Top o' the World: A Once Upon a Time Tale

Chapter II

Chapter 21,040 wordsPublic domain

If you stand with one hand on the Wishing Post, and think hard of what you would like most in all the world, your wish comes true. Isn’t that lovely? Sounds like a fairy tale, doesn’t it? But it isn’t a fairy tale at all, it’s really true. Of course those old men with the goggles and the bald heads don’t believe it. If you ask them they will tell you the North Pole is just the end of the axis of the earth, whatever _that_ may mean, and they will insist it isn’t a Wishing Post at all. Now, when they tell you this, here’s a crusher for them. Ask them how they know. Ask them if they’ve ever been there to see. Just see what they say to that. Maida has been there, and she knows all about it. To commence at the very beginning, this is how she came to make the trip.
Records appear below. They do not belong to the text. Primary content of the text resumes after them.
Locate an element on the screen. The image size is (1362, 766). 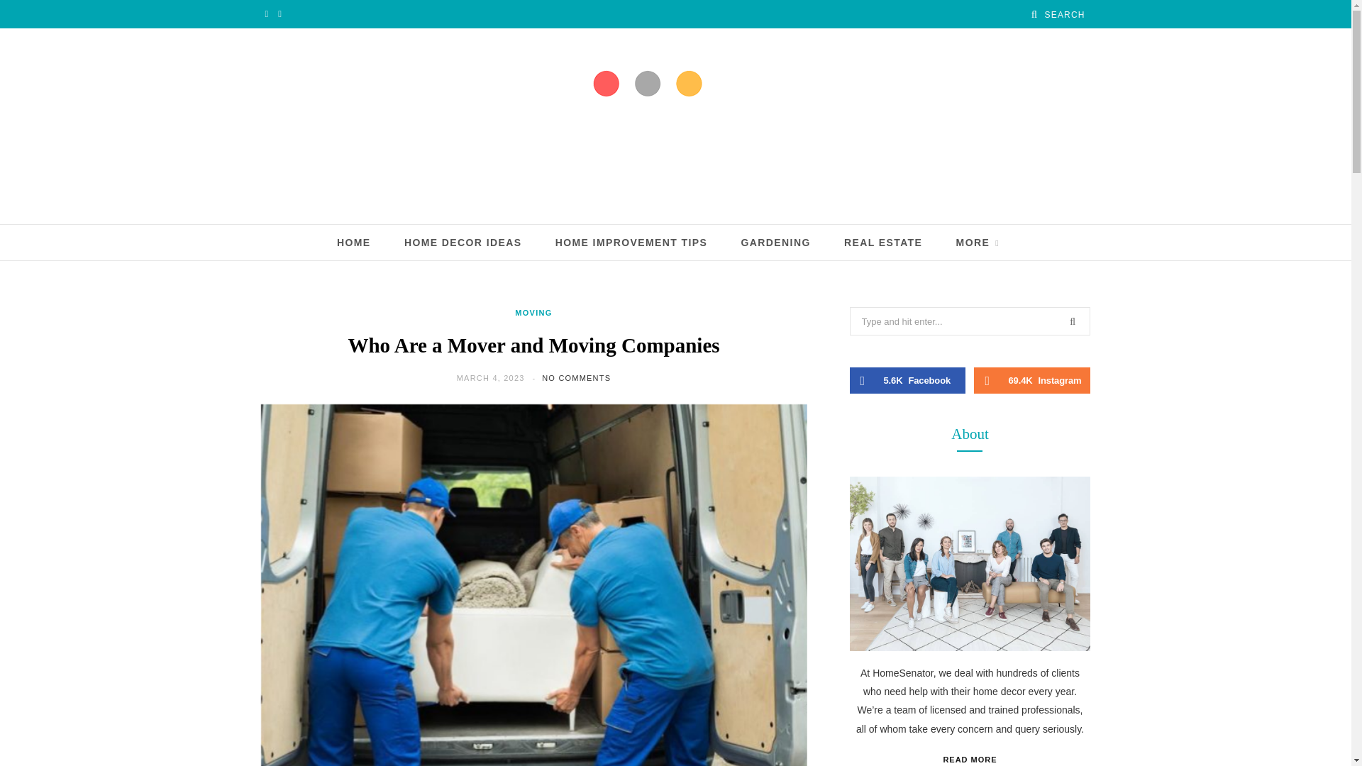
MARCH 4, 2023 is located at coordinates (492, 377).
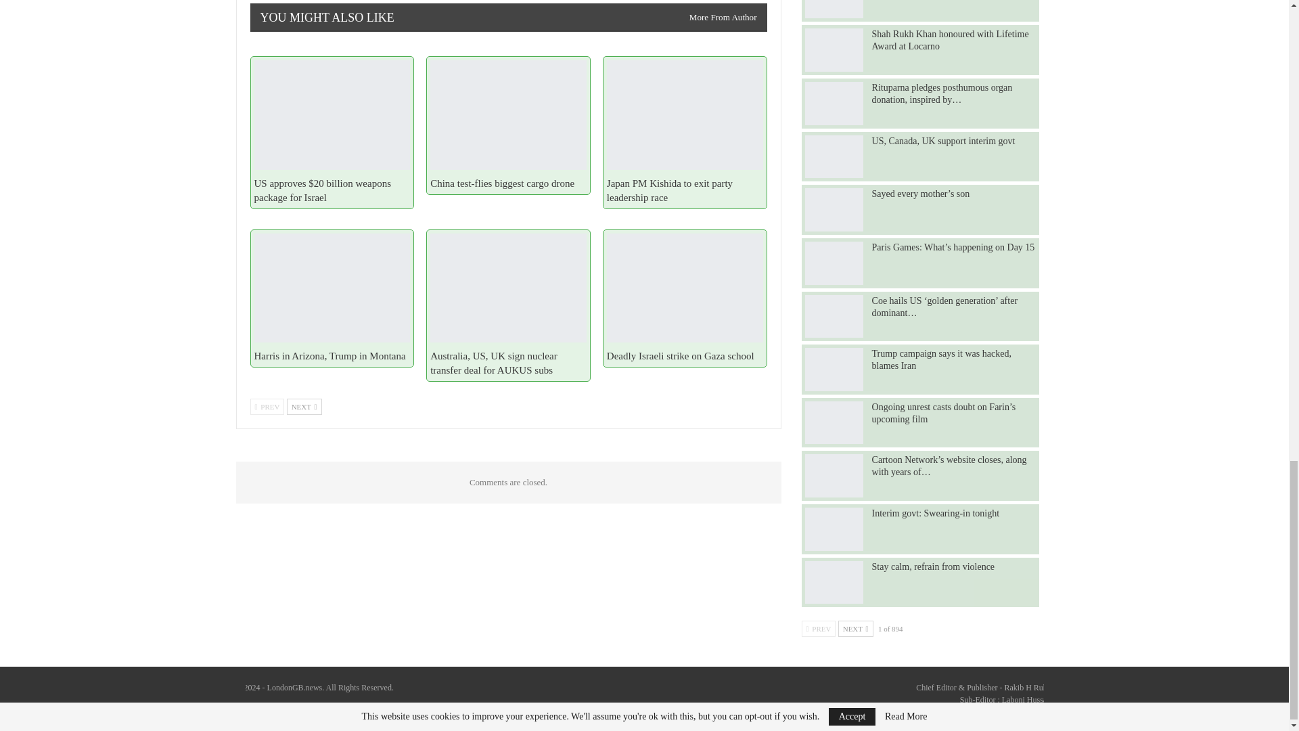 This screenshot has height=731, width=1299. What do you see at coordinates (669, 191) in the screenshot?
I see `Japan PM Kishida to exit party leadership race` at bounding box center [669, 191].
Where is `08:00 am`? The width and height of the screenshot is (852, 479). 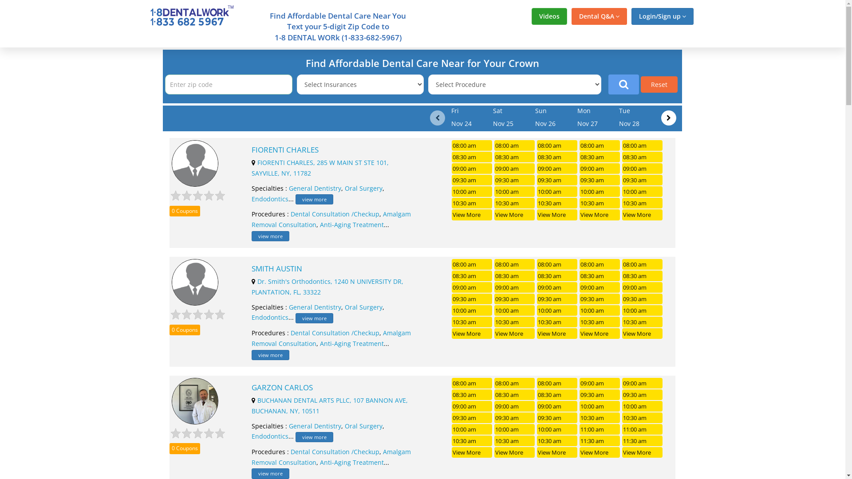 08:00 am is located at coordinates (515, 264).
One evening, Maida was lying on the hearth kicking her fat legs in the air and watching the Flame Folk when she heard _somebody_ (you know which one I mean--the one with the white cap and apron) coming. Now of course Maida wasn’t the least bit sleepy and she did not want to go to bed, so she slipped out of the door and down the long hall to the very end. Then she heard somebody talking--oh, such a fine voice somebody had, just like the growl of a bear--but a nice soft growl, mind you--and what the Man with the Growly Voice said must have been ever so funny, for Aunt Mary laughed and laughed. So Maida peeked. There sat Aunt Mary in one of the traily, fluffy dresses, and her pretty neck and arms looked so pink and soft, and her eyes were so bright and her cheeks were so red, that Maida envied her clear to the tips of her toes. The Man with the Growly Voice sat oh very close to Aunt Mary, and he was smiling a little and holding Aunt Mary’s hand (Aunt Mary did not seem to mind a bit), then Maida heard him say--“Name the day.”

So she went boldly in (because Aunt Mary knew it was some kind of a riddle or something and didn’t answer), and said to the Man with the Growly Voice, “How can anybody name days? There are only seven and they’re already named--Monday, Tuesday, Wednesday, Thursday, Friday, Saturday, and Sunday. Then it begins all over again.” That must have been the answer to the joke, for Aunt Mary laughed, and the Man with the Growly Voice laughed, and the first thing Maida knew she was sitting on his knee, all comfy and happy. Well, the Man with the Growly Voice was an Arctic Explorer--if you know what that means. If you don’t, I’ll tell you. It’s a man who wants to go away up North so far that his next step will start him South; and he had just come back from the land where it is always Winter.

Somehow Maida found him the nicest grown-up she had ever met, he was so interested in everything she said, and somehow when she was cuddled against his big arm, with her nose nestled against his breast it was so easy to explain that she was tired--oh, so tired of being a little girl; and tell him all her troubles.

He listened to every word and then he told her about the _Wishing Post_. He had really seen it many, many times--he had made ever so many wishes and all but one had come true and he had great hopes of _that_. He must have told Aunt Mary about the wish for she seemed so interested.

Then the Man with the Growly Voice told Maida lots and lots of other things,--not stories mind you, true tales. He had been so long in the cold North that he could only sleep in the refrigerator, and he had to eat icicles and snowballs all the time because he was used to them. Then he told her of the Eskimos; funny little tame Indians who guard the North Pole, with great white bears, so no one can steal it, and when he dined with them they gave him nothing to eat but ice-cream.

Think of it, all the little Eskimo children just eating ice-cream all day long. Maida decided she would be an Eskimo. Oh, the wonders he told her. How the seals swim in once a year with their cast-off skins and give them to the traders in return for charlotte russe and sugar-plums, and this was something Maida was glad to find out, for she never could understand how Aunt Mary could get a sealskin coat without hurting the seal, so it was quite a relief to find the seals were glad to exchange them for charlotte russe and sugar-plums. But the most wonderful thing of all was the day the Man with the Growly Voice met Santa Claus, for he did really meet him face to face. It seems the Eskimos have Christmas on the Fourth of July, so Santa Claus drove about all day in his sledge with the six reindeer, giving away presents and taking the little Eskimo children for a ride. What a happy little girl Maida was that night, for _somebody_ in a white cap and apron didn’t know where to find her, and there she was sitting up for once with the grown-ups and not a bit sleepy, not a _bit_.

She grew so intent on the wonders told her by the Man with the Growly Voice that now and then she would miss something he said. Then Aunt Mary would laugh as if Maida were drowsy, which of course she wasn’t. Of all his tales the Wishing Post was the best. If she could only go there and wish herself grown up, oh, wouldn’t that be splendid. So she made him promise to take her on his next voyage. She was so happy when he said he would, she shut her eyes to think about it, besides the light was very bright and--well, to this day Maida doesn’t remember what else the Man with the Growly Voice told her that night.